Inner Geography was presented on February 18th, 2007—the Lunar New Year. In it 108 representations of the outcast and its opposite were exhibited with dance, poetry, music, video and sculpture. A PDF monograph of these images is available for download ($12). Inner Geography may be easily replicated as a workshop especially in art therapy contexts. For information on Inner Geography workshops, please contact us.
Visit the Inner Geography Gallery.
Background and History
Inner Geography began as an exploration of the stigma of AIDS—how people living with HIV lose their jobs, husbands or wives, children, homes, medical care, and friends around the globe. Erving Goffman, the sociologist, called the outcast state “a spoiled identity.” It is a familiar, though difficult region within each of us. Inner Geography later became a more general exploration of how we divide ourselves, how the outcast and its opposite, its tensions and its direction of resolution, expresses something universal yet completely unique in each individual.
Each of the 108 volunteers was asked to embody the outcast and take that position on a long piece of brown paper. The outline was traced. Then each took the opposite position on top of the first outline. Staying in touch with these opposite states, each expressed them freely with pastels, crayons, acrylics, and collage. The images were photographed, reduced to 15 inches in length, and printed on watercolor paper.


**EXERCISE**.
Set down the records below in full, exactly as they read.

[[ EXERCISE INPUTS open ]]

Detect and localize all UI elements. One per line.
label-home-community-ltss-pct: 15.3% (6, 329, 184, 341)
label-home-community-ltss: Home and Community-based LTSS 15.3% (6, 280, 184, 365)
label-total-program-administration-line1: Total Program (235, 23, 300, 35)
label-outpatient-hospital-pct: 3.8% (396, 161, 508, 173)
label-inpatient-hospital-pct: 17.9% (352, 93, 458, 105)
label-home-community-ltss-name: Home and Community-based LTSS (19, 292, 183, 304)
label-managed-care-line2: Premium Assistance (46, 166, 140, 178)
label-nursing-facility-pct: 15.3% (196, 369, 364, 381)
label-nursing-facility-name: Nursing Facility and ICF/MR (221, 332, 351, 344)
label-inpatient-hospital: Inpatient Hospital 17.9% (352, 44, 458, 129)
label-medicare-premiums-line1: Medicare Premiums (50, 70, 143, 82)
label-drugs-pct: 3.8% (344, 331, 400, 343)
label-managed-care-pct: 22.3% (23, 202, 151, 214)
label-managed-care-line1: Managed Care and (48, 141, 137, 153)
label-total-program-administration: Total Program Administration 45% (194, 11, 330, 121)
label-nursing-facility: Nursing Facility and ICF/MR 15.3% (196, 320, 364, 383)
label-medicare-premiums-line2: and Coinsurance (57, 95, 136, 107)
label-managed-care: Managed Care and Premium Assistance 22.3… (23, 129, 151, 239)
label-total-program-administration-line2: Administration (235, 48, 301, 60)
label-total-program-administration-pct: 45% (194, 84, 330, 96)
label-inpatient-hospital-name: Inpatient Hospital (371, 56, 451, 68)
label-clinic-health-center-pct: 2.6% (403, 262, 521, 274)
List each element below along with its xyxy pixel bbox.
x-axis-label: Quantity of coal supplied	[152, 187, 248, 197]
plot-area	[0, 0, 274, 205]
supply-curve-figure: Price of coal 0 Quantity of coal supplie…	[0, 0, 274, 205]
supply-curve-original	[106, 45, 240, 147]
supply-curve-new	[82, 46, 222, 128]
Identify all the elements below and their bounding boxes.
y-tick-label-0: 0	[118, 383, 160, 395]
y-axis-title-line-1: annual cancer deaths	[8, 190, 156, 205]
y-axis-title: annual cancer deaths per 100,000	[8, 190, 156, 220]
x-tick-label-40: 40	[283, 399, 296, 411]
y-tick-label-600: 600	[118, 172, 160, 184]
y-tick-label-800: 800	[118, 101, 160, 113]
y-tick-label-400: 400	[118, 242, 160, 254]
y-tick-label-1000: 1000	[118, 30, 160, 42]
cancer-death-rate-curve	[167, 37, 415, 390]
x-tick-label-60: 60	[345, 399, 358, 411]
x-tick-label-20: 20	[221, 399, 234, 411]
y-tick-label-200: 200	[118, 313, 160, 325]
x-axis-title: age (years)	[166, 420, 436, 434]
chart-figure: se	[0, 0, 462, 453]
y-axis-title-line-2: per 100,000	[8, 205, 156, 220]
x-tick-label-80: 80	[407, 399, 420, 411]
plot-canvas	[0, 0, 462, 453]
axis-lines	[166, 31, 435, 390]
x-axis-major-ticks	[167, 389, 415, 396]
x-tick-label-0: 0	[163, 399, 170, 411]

[[ EXERCISE INPUTS closed ]]

**REPLY TO THE TASK**.
Detect and localize all UI elements. One per line.
label-home-community-ltss-pct: 15.3% (6, 329, 184, 341)
label-home-community-ltss: Home and Community-based LTSS 15.3% (6, 280, 184, 365)
label-total-program-administration-line1: Total Program (235, 23, 300, 35)
label-outpatient-hospital-pct: 3.8% (396, 161, 508, 173)
label-inpatient-hospital-pct: 17.9% (352, 93, 458, 105)
label-home-community-ltss-name: Home and Community-based LTSS (19, 292, 183, 304)
label-managed-care-line2: Premium Assistance (46, 166, 140, 178)
label-nursing-facility-pct: 15.3% (196, 369, 364, 381)
label-nursing-facility-name: Nursing Facility and ICF/MR (221, 332, 351, 344)
label-inpatient-hospital: Inpatient Hospital 17.9% (352, 44, 458, 129)
label-medicare-premiums-line1: Medicare Premiums (50, 70, 143, 82)
label-drugs-pct: 3.8% (344, 331, 400, 343)
label-managed-care-pct: 22.3% (23, 202, 151, 214)
label-managed-care-line1: Managed Care and (48, 141, 137, 153)
label-total-program-administration: Total Program Administration 45% (194, 11, 330, 121)
label-nursing-facility: Nursing Facility and ICF/MR 15.3% (196, 320, 364, 383)
label-medicare-premiums-line2: and Coinsurance (57, 95, 136, 107)
label-managed-care: Managed Care and Premium Assistance 22.3… (23, 129, 151, 239)
label-total-program-administration-line2: Administration (235, 48, 301, 60)
label-total-program-administration-pct: 45% (194, 84, 330, 96)
label-inpatient-hospital-name: Inpatient Hospital (371, 56, 451, 68)
label-clinic-health-center-pct: 2.6% (403, 262, 521, 274)
List each element below along with its xyxy pixel bbox.
x-axis-label: Quantity of coal supplied	[152, 187, 248, 197]
plot-area	[0, 0, 274, 205]
supply-curve-figure: Price of coal 0 Quantity of coal supplie…	[0, 0, 274, 205]
supply-curve-original	[106, 45, 240, 147]
supply-curve-new	[82, 46, 222, 128]
Identify all the elements below and their bounding boxes.
y-tick-label-0: 0	[118, 383, 160, 395]
y-axis-title-line-1: annual cancer deaths	[8, 190, 156, 205]
y-axis-title: annual cancer deaths per 100,000	[8, 190, 156, 220]
x-tick-label-40: 40	[283, 399, 296, 411]
y-tick-label-600: 600	[118, 172, 160, 184]
y-tick-label-800: 800	[118, 101, 160, 113]
y-tick-label-400: 400	[118, 242, 160, 254]
y-tick-label-1000: 1000	[118, 30, 160, 42]
cancer-death-rate-curve	[167, 37, 415, 390]
x-tick-label-60: 60	[345, 399, 358, 411]
x-tick-label-20: 20	[221, 399, 234, 411]
y-tick-label-200: 200	[118, 313, 160, 325]
x-axis-title: age (years)	[166, 420, 436, 434]
chart-figure: se	[0, 0, 462, 453]
y-axis-title-line-2: per 100,000	[8, 205, 156, 220]
x-tick-label-80: 80	[407, 399, 420, 411]
plot-canvas	[0, 0, 462, 453]
axis-lines	[166, 31, 435, 390]
x-axis-major-ticks	[167, 389, 415, 396]
x-tick-label-0: 0	[163, 399, 170, 411]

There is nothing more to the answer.